About this Research Topic
The need to address the impact of environmental pollution on human health has never been clearer as highlighted by a growing number of air-pollution-related illnesses and deaths. To identify the most appropriate approaches to preventing and/or modulating the effects of pollution toxicity on humans, it’s important to improve the understanding of the specific biological and biochemical mechanisms by which harmful atmospheric pollutants affect disease risk. In a future scenario of increasing health and environmental concerns, one of the most fascinating and currently interesting challenges faced by scientists is to unravel the complex interaction between pollutants acting simultaneously with heterogeneous mechanisms of action and the complicated nature of human tissues that can respond differently to the same dangerous agent.
The current Research Topic encourages the submission of different kind of manuscripts - Original Research papers, Reviews, Mini-Reviews, Commentaries, Hypothesis and Theory papers, Opinion manuscripts that will include recent and state-of-art progress and achievements on the links between health conditions and pollution toxicity at a molecular and cellular level.
Areas to be covered in this Research Topic may include, but are not limited to:
• Understanding impacts of pollution toxicity on specific organ conditions i.e. skin, lungs, heart, etc
• Improving understanding of the connections between pollution and impaired neurodevelopment and cognitive ability
• Biomarkers
• Biomonitoring and adverse/toxic health effects
• Air, soil, water and biota chemical pollutants and health
• Microplastics
• Chemical stressors
• Ecotoxicology
• Environmental epidemiology
• Environmental toxicology
• Environmental Epigenetics
• Environment-related "omics"
• Indoor and outdoor air pollution
• Risks and public health
• Metals and health
• Mechanisms of toxicity
• Pollution and oxidative damage
• Pollution and inflammation
• Exposome and premature aging
Keywords: Pollutants, antioxidant response, oxinflammation, inflammaging, neuroinflammation
Important Note: All contributions to this Research Topic must be within the scope of the section and journal to which they are submitted, as defined in their mission statements. Frontiers reserves the right to guide an out-of-scope manuscript to a more suitable section or journal at any stage of peer review.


PROBLEM TO SOLVE: Keeping every line intact, print the records that follow.

Collected data entries
★ ★ ★ ★ ★ ★ ★

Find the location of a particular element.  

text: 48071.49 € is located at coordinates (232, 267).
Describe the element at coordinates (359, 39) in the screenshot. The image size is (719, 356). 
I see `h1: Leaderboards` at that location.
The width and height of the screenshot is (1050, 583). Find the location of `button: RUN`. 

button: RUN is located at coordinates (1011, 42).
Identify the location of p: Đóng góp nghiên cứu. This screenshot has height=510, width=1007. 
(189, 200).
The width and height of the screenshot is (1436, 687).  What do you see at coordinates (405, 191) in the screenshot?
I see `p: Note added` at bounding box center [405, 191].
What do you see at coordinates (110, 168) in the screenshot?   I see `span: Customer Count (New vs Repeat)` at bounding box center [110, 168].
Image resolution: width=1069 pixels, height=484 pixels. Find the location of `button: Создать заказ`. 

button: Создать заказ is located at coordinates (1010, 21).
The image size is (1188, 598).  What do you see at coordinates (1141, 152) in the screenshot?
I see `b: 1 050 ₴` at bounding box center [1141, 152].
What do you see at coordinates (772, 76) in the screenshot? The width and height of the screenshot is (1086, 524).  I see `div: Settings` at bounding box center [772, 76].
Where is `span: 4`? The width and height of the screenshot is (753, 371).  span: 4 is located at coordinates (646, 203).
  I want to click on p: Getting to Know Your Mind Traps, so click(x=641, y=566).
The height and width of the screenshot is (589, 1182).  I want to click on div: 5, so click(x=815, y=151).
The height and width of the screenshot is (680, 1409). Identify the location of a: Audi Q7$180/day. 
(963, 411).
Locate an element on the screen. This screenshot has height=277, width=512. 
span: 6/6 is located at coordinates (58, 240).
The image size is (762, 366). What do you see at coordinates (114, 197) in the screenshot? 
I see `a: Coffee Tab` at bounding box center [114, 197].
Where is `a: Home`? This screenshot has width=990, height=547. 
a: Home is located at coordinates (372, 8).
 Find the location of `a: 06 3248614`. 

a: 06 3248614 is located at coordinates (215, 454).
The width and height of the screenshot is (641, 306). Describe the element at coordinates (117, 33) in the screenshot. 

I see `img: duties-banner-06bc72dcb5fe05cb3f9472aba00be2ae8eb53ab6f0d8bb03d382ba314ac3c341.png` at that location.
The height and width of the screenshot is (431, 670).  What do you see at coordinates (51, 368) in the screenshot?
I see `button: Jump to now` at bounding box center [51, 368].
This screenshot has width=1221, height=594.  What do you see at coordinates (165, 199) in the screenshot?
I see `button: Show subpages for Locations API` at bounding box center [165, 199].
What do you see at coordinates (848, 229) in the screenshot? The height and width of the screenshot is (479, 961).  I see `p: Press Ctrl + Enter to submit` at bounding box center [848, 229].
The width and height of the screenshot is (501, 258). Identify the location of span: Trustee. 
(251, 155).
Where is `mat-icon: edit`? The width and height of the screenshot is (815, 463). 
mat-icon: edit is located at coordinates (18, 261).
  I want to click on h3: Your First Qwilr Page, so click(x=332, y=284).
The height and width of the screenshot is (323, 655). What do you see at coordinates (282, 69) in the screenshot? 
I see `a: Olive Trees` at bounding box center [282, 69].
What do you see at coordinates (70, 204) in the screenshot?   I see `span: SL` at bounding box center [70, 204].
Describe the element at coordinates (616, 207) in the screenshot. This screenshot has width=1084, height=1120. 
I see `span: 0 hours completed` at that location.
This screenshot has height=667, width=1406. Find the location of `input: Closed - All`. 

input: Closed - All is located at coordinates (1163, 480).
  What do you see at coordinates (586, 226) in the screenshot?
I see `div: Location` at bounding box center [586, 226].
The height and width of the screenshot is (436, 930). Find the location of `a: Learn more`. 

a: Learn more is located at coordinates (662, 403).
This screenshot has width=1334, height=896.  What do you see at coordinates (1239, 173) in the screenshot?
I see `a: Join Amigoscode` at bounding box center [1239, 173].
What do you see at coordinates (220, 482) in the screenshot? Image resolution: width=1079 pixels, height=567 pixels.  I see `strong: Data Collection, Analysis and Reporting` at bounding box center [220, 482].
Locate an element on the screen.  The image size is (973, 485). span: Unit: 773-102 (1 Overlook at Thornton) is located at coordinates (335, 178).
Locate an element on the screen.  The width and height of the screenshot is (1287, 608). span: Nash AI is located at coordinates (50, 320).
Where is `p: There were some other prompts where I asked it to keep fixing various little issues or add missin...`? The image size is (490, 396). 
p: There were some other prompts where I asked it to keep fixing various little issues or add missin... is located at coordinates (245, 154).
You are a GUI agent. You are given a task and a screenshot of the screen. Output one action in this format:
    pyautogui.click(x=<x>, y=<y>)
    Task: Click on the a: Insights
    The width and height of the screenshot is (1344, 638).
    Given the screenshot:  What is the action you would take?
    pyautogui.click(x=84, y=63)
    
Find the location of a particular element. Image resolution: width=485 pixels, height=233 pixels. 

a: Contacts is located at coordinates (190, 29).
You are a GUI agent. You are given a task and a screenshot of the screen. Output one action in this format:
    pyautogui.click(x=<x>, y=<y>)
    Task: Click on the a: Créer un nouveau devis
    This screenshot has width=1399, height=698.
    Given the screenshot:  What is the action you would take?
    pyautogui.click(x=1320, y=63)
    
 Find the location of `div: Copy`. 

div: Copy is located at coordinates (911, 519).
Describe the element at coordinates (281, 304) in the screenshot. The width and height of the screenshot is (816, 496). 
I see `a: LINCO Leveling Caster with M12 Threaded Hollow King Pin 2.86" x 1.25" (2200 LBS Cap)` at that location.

★ ★ ★ ★ ★ ★ ★

RESULT OF THE EXERCISE:
Find the location of a particular element.  

text: 48071.49 € is located at coordinates (232, 267).
Describe the element at coordinates (359, 39) in the screenshot. The image size is (719, 356). 
I see `h1: Leaderboards` at that location.
The width and height of the screenshot is (1050, 583). Find the location of `button: RUN`. 

button: RUN is located at coordinates (1011, 42).
Identify the location of p: Đóng góp nghiên cứu. This screenshot has height=510, width=1007. 
(189, 200).
The width and height of the screenshot is (1436, 687).  What do you see at coordinates (405, 191) in the screenshot?
I see `p: Note added` at bounding box center [405, 191].
What do you see at coordinates (110, 168) in the screenshot?   I see `span: Customer Count (New vs Repeat)` at bounding box center [110, 168].
Image resolution: width=1069 pixels, height=484 pixels. Find the location of `button: Создать заказ`. 

button: Создать заказ is located at coordinates (1010, 21).
The image size is (1188, 598).  What do you see at coordinates (1141, 152) in the screenshot?
I see `b: 1 050 ₴` at bounding box center [1141, 152].
What do you see at coordinates (772, 76) in the screenshot? The width and height of the screenshot is (1086, 524).  I see `div: Settings` at bounding box center [772, 76].
Where is `span: 4`? The width and height of the screenshot is (753, 371).  span: 4 is located at coordinates (646, 203).
  I want to click on p: Getting to Know Your Mind Traps, so click(x=641, y=566).
The height and width of the screenshot is (589, 1182).  I want to click on div: 5, so click(x=815, y=151).
The height and width of the screenshot is (680, 1409). Identify the location of a: Audi Q7$180/day. 
(963, 411).
Locate an element on the screen. This screenshot has height=277, width=512. 
span: 6/6 is located at coordinates (58, 240).
The image size is (762, 366). What do you see at coordinates (114, 197) in the screenshot? 
I see `a: Coffee Tab` at bounding box center [114, 197].
Where is `a: Home`? This screenshot has width=990, height=547. 
a: Home is located at coordinates (372, 8).
 Find the location of `a: 06 3248614`. 

a: 06 3248614 is located at coordinates (215, 454).
The width and height of the screenshot is (641, 306). Describe the element at coordinates (117, 33) in the screenshot. 

I see `img: duties-banner-06bc72dcb5fe05cb3f9472aba00be2ae8eb53ab6f0d8bb03d382ba314ac3c341.png` at that location.
The height and width of the screenshot is (431, 670).  What do you see at coordinates (51, 368) in the screenshot?
I see `button: Jump to now` at bounding box center [51, 368].
This screenshot has width=1221, height=594.  What do you see at coordinates (165, 199) in the screenshot?
I see `button: Show subpages for Locations API` at bounding box center [165, 199].
What do you see at coordinates (848, 229) in the screenshot? The height and width of the screenshot is (479, 961).  I see `p: Press Ctrl + Enter to submit` at bounding box center [848, 229].
The width and height of the screenshot is (501, 258). Identify the location of span: Trustee. 
(251, 155).
Where is `mat-icon: edit`? The width and height of the screenshot is (815, 463). 
mat-icon: edit is located at coordinates (18, 261).
  I want to click on h3: Your First Qwilr Page, so click(x=332, y=284).
The height and width of the screenshot is (323, 655). What do you see at coordinates (282, 69) in the screenshot? 
I see `a: Olive Trees` at bounding box center [282, 69].
What do you see at coordinates (70, 204) in the screenshot?   I see `span: SL` at bounding box center [70, 204].
Describe the element at coordinates (616, 207) in the screenshot. This screenshot has width=1084, height=1120. 
I see `span: 0 hours completed` at that location.
This screenshot has height=667, width=1406. Find the location of `input: Closed - All`. 

input: Closed - All is located at coordinates (1163, 480).
  What do you see at coordinates (586, 226) in the screenshot?
I see `div: Location` at bounding box center [586, 226].
The height and width of the screenshot is (436, 930). Find the location of `a: Learn more`. 

a: Learn more is located at coordinates (662, 403).
This screenshot has width=1334, height=896.  What do you see at coordinates (1239, 173) in the screenshot?
I see `a: Join Amigoscode` at bounding box center [1239, 173].
What do you see at coordinates (220, 482) in the screenshot? Image resolution: width=1079 pixels, height=567 pixels.  I see `strong: Data Collection, Analysis and Reporting` at bounding box center [220, 482].
Locate an element on the screen.  The image size is (973, 485). span: Unit: 773-102 (1 Overlook at Thornton) is located at coordinates (335, 178).
Locate an element on the screen.  The width and height of the screenshot is (1287, 608). span: Nash AI is located at coordinates (50, 320).
Where is `p: There were some other prompts where I asked it to keep fixing various little issues or add missin...`? The image size is (490, 396). 
p: There were some other prompts where I asked it to keep fixing various little issues or add missin... is located at coordinates (245, 154).
You are a GUI agent. You are given a task and a screenshot of the screen. Output one action in this format:
    pyautogui.click(x=<x>, y=<y>)
    Task: Click on the a: Insights
    The width and height of the screenshot is (1344, 638).
    Given the screenshot:  What is the action you would take?
    pyautogui.click(x=84, y=63)
    
Find the location of a particular element. Image resolution: width=485 pixels, height=233 pixels. 

a: Contacts is located at coordinates (190, 29).
You are a GUI agent. You are given a task and a screenshot of the screen. Output one action in this format:
    pyautogui.click(x=<x>, y=<y>)
    Task: Click on the a: Créer un nouveau devis
    This screenshot has width=1399, height=698.
    Given the screenshot:  What is the action you would take?
    pyautogui.click(x=1320, y=63)
    
 Find the location of `div: Copy`. 

div: Copy is located at coordinates (911, 519).
Describe the element at coordinates (281, 304) in the screenshot. The width and height of the screenshot is (816, 496). 
I see `a: LINCO Leveling Caster with M12 Threaded Hollow King Pin 2.86" x 1.25" (2200 LBS Cap)` at that location.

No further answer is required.